Cross-sectional studies even found that IQ decreases by one point each rung down the birth ladder.

When birth-order psychologist James Sulloway said, “In many families, the first born is going to get into Harvard and the second-born isn’t,” he was being facetious.

But in my family, that’s how it happened.

My brother Ashlin did more than just get into Harvard. He also graduated with honours, then won a Fullbright Scholarship while earning a second degree from Columbia.

He played pro hockey and published a play too, the bastard.

He was a tough act to follow, especially for a runt. But my other siblings and I displayed remarkable ingenuity in our efforts to keep Ashlin in check. Humour was our number one weapon. Whenever he got too domineering, we made sure to knock him down a peg.

Another strategy we used was “de-identification,” whereby younger siblings take up roles that distinguish them against the first born.

This was my brother Chris’s specialty. As Ashlin excelled at sports, Chris quit them. While Ashlin developed mainstream taste in clothes and music, Chris got into drugs and drinking. Ashlin was boisterous and crude, and Chris became the quiet, sensitive intellect.

Despite a seven-year age difference, or perhaps because of it, Ashlin and I were just as affected by the pecking order.

During this past Christmas dinner, we were arguing wildly about something. I was intent on making some point, but he raised his voice to cut me off. I continued and raised mine louder. He leaned in and let rip, slurring his words together to drown me out.

Louder and louder we hollered into each other’s faces, looking more and more like a pair of howler monkeys I’m sure, our voices crescendoing in an unintelligible blast of caveman aggression, both of us refusing to back down.

Before long I had clambered onto the table, inspired by too much wine and the thrill of confronting the bastard, pointing my finger down at him, triumphant, my head bumping the ceiling.

For once, I was thinking, I won’t let you stand over me.

But for the last-borns, it’s not all weak knees, envy and sabotage.

On the plus side, studies have found that we runts are on average more creative, more intuitive, more entertaining, funnier, and coolest of all, more prone to life-threatening and “exhilarating” professions.

I once got marooned on a rocky outcropping in Corsica in only my skivvies after trying to swim to an unmanned motor boat that was floating by about 100 feet out in the Mediterranean. And I was drunk.

The need to find creative ways to distinguish themselves leads last-borns to the exotic edges of behaviour and experience.

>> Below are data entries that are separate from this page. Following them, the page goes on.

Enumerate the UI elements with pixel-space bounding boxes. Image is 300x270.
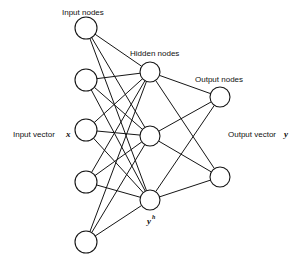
- hidden-vector-superscript: h: [152, 214, 156, 220]
- edge-input-3-to-hidden-2: [97, 131, 140, 135]
- hidden-node-3: [140, 190, 160, 210]
- input-node-4: [75, 171, 97, 193]
- output-node-1: [210, 87, 230, 107]
- input-node-2: [75, 69, 97, 91]
- hidden-node-1: [140, 62, 160, 82]
- edge-hidden-2-to-output-1: [159, 102, 212, 131]
- input-node-3: [75, 119, 97, 141]
- output-node-2: [210, 167, 230, 187]
- edge-hidden-2-to-output-2: [159, 141, 212, 172]
- input-vector-label: Input vector x: [13, 129, 71, 139]
- output-vector-text: Output vector: [228, 130, 276, 139]
- output-vector-symbol: y: [283, 129, 289, 139]
- edge-input-1-to-hidden-3: [90, 38, 147, 190]
- input-vector-symbol: x: [65, 129, 71, 139]
- input-node-5: [75, 231, 97, 253]
- output-nodes-label: Output nodes: [195, 75, 243, 84]
- hidden-node-2: [140, 126, 160, 146]
- neural-network-diagram: Input nodes Hidden nodes Output nodes In…: [0, 0, 300, 270]
- edge-input-5-to-hidden-3: [95, 205, 141, 235]
- input-nodes-label: Input nodes: [62, 8, 104, 17]
- input-node-1: [75, 17, 97, 39]
- input-vector-text: Input vector: [13, 130, 55, 139]
- edge-hidden-3-to-output-2: [160, 180, 211, 197]
- hidden-nodes-label: Hidden nodes: [130, 49, 179, 58]
- edge-hidden-3-to-output-1: [156, 105, 215, 191]
- output-vector-label: Output vector y: [228, 129, 289, 139]
- edge-hidden-1-to-output-2: [156, 80, 215, 168]
- hidden-vector-label: y h: [146, 214, 156, 226]
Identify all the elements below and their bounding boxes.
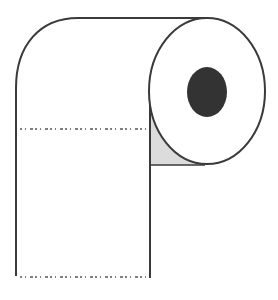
toilet-paper-illustration	[0, 0, 278, 300]
toilet-paper-roll-icon	[0, 0, 278, 300]
core-hole	[187, 67, 227, 117]
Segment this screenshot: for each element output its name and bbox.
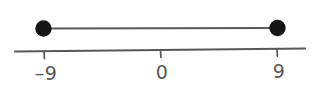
closed-endpoint-dot-right bbox=[269, 20, 285, 36]
number-line-plot: –9 0 9 bbox=[0, 0, 320, 89]
tick-label-center: 0 bbox=[156, 61, 169, 83]
number-line-figure: –9 0 9 bbox=[0, 0, 320, 89]
tick-label-right: 9 bbox=[273, 60, 286, 82]
tick-label-left: –9 bbox=[35, 62, 58, 84]
segment-line bbox=[44, 28, 277, 29]
closed-endpoint-dot-left bbox=[35, 20, 51, 36]
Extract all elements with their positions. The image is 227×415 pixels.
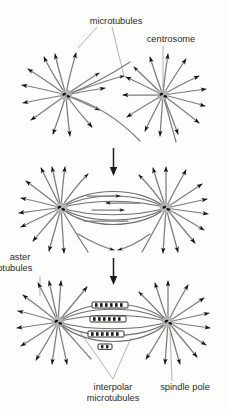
label-centrosome-group: centrosome [147,34,196,88]
label-spindle-pole-group: spindle pole [160,330,210,392]
label-aster-microtubules-group: aster microtubules [0,252,40,296]
centrosome-right-stage1 [157,90,169,101]
stage-1-separating-asters: microtubules centrosome [22,16,206,142]
aster-left-stage1 [22,53,140,141]
chromosome-4 [98,344,112,349]
label-interpolar-line2: microtubules [87,393,140,403]
label-interpolar-line1: interpolar [94,382,133,392]
stage-2-interacting-asters [19,167,208,253]
label-centrosome: centrosome [147,34,196,44]
label-microtubules: microtubules [90,16,143,26]
microtubules-right-stage3 [139,281,210,364]
aster-left-stage2 [19,167,88,253]
transition-arrow-1 [110,148,117,176]
chromosome-3 [88,331,124,337]
spindle-pole-left [52,317,64,328]
centrosome-right-stage2 [160,203,172,214]
label-aster-line2: microtubules [0,263,33,273]
leader-interpolar-left [80,332,113,379]
spindle-assembly-figure: microtubules centrosome [0,0,227,415]
aster-left-stage3 [17,281,91,364]
chromosome-1 [92,302,128,308]
figure-canvas: microtubules centrosome [0,0,227,415]
leader-microtubules-left [78,27,97,48]
leader-interpolar-right [113,338,131,379]
aster-right-stage2 [139,167,208,253]
chromosome-2 [90,316,126,322]
microtubules-left-stage2 [19,167,88,253]
aster-right-stage1 [123,54,206,142]
label-aster-line1: aster [10,252,31,262]
centrosome-left-stage1 [60,90,72,101]
stage-3-bipolar-spindle: interpolar microtubules spindle pole [17,281,210,403]
label-microtubules-group: microtubules [78,16,143,76]
transition-arrow-2 [110,258,117,285]
leader-spindle-pole [170,330,172,381]
microtubules-right-stage2 [139,167,208,253]
spindle-pole-right [162,317,174,328]
interpolar-microtubules-stage2 [61,192,166,251]
label-spindle-pole: spindle pole [160,382,210,392]
aster-right-stage3 [139,281,210,364]
centrosome-left-stage2 [55,203,67,214]
microtubules-left-stage1 [22,53,140,141]
leader-microtubules-right [112,27,124,76]
label-interpolar-microtubules-group: interpolar microtubules [80,332,140,403]
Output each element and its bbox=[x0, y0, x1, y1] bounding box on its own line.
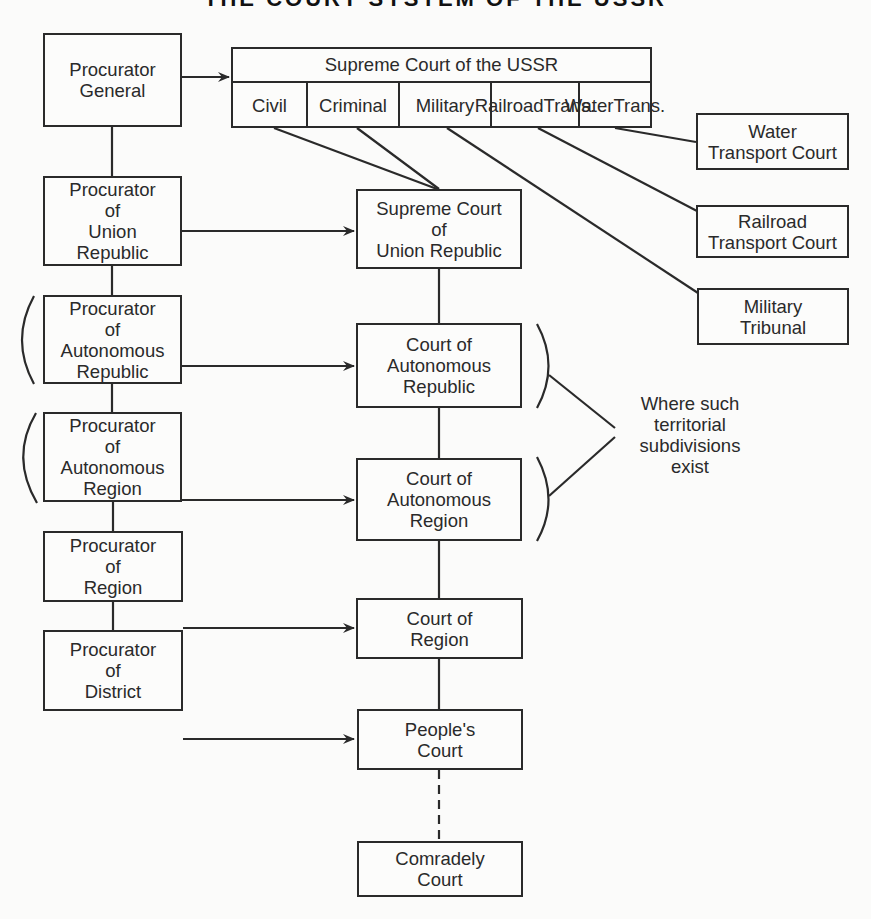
division-label: Criminal bbox=[319, 95, 387, 116]
box-label: Transport Court bbox=[708, 232, 837, 253]
division-label: Civil bbox=[252, 95, 287, 116]
comradely-court-box: ComradelyCourt bbox=[357, 841, 523, 897]
box-label: Railroad bbox=[708, 211, 837, 232]
note-line: territorial bbox=[620, 414, 760, 435]
procurator-general-box: ProcuratorGeneral bbox=[43, 33, 182, 127]
court-autonomous-republic-box: Court ofAutonomousRepublic bbox=[356, 323, 522, 408]
box-label: Court of bbox=[387, 468, 491, 489]
court-region-box: Court ofRegion bbox=[356, 598, 523, 659]
box-label: Procurator bbox=[69, 179, 155, 200]
box-label: Republic bbox=[61, 361, 165, 382]
box-label: Autonomous bbox=[61, 340, 165, 361]
box-label: Procurator bbox=[70, 639, 156, 660]
division-water-trans: WaterTrans. bbox=[578, 83, 650, 128]
box-label: of bbox=[376, 219, 501, 240]
box-label: Military bbox=[740, 296, 806, 317]
box-label: of bbox=[70, 556, 156, 577]
box-label: Autonomous bbox=[61, 457, 165, 478]
box-label: Union bbox=[69, 221, 155, 242]
procurator-autonomous-republic-box: ProcuratorofAutonomousRepublic bbox=[43, 295, 182, 384]
box-label: People's bbox=[405, 719, 475, 740]
procurator-autonomous-region-box: ProcuratorofAutonomousRegion bbox=[43, 412, 182, 502]
water-transport-court-box: WaterTransport Court bbox=[696, 113, 849, 170]
division-label: Trans. bbox=[613, 95, 665, 116]
court-autonomous-region-box: Court ofAutonomousRegion bbox=[356, 458, 522, 541]
box-label: of bbox=[61, 319, 165, 340]
box-label: Comradely bbox=[395, 848, 484, 869]
note-line: exist bbox=[620, 456, 760, 477]
box-label: Region bbox=[407, 629, 473, 650]
box-label: Autonomous bbox=[387, 355, 491, 376]
box-label: Court of bbox=[387, 334, 491, 355]
territorial-subdivisions-note: Where such territorial subdivisions exis… bbox=[620, 393, 760, 477]
supreme-court-ussr-title: Supreme Court of the USSR bbox=[233, 49, 650, 83]
box-label: Union Republic bbox=[376, 240, 501, 261]
box-label: Procurator bbox=[61, 298, 165, 319]
box-label: Transport Court bbox=[708, 142, 837, 163]
procurator-union-republic-box: ProcuratorofUnionRepublic bbox=[43, 176, 182, 266]
division-label: Water bbox=[565, 95, 614, 116]
box-label: of bbox=[70, 660, 156, 681]
box-label: of bbox=[69, 200, 155, 221]
box-label: Court bbox=[405, 740, 475, 761]
box-label: Tribunal bbox=[740, 317, 806, 338]
division-criminal: Criminal bbox=[306, 83, 398, 128]
procurator-region-box: ProcuratorofRegion bbox=[43, 531, 183, 602]
supreme-court-divisions: Civil Criminal Military RailroadTrans. W… bbox=[233, 83, 650, 128]
box-label: Procurator bbox=[70, 535, 156, 556]
box-label: Court of bbox=[407, 608, 473, 629]
note-line: subdivisions bbox=[620, 435, 760, 456]
division-label: Railroad bbox=[475, 95, 544, 116]
box-label: Republic bbox=[387, 376, 491, 397]
railroad-transport-court-box: RailroadTransport Court bbox=[696, 205, 849, 258]
box-label: District bbox=[70, 681, 156, 702]
box-label: Procurator bbox=[69, 59, 155, 80]
supreme-court-ussr-box: Supreme Court of the USSR Civil Criminal… bbox=[231, 47, 652, 128]
supreme-court-union-republic-box: Supreme CourtofUnion Republic bbox=[356, 189, 522, 269]
box-label: of bbox=[61, 436, 165, 457]
box-label: Autonomous bbox=[387, 489, 491, 510]
box-label: Region bbox=[61, 478, 165, 499]
peoples-court-box: People'sCourt bbox=[357, 709, 523, 770]
procurator-district-box: ProcuratorofDistrict bbox=[43, 630, 183, 711]
box-label: Region bbox=[70, 577, 156, 598]
box-label: Region bbox=[387, 510, 491, 531]
division-label: Military bbox=[416, 95, 475, 116]
box-label: Procurator bbox=[61, 415, 165, 436]
box-label: Republic bbox=[69, 242, 155, 263]
box-label: Supreme Court bbox=[376, 198, 501, 219]
box-label: General bbox=[69, 80, 155, 101]
military-tribunal-box: MilitaryTribunal bbox=[697, 288, 849, 345]
box-label: Water bbox=[708, 121, 837, 142]
division-civil: Civil bbox=[233, 83, 306, 128]
note-line: Where such bbox=[620, 393, 760, 414]
box-label: Court bbox=[395, 869, 484, 890]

Last summer, I volunteered to accompany individuals vulnerable to human-rights abuses in Guatemala.

One study showed last-borns were overrepresented in protest arrests.

While I’ve never been jailed, I chose a career in journalism partly to challenge authority and expose abuses of power.

So I take pride in my runthood. Yes, I may at times begrudge my siblings their larger share of momma’s milk. But them’s the brakes in the birth order-game: never enough teats to go around.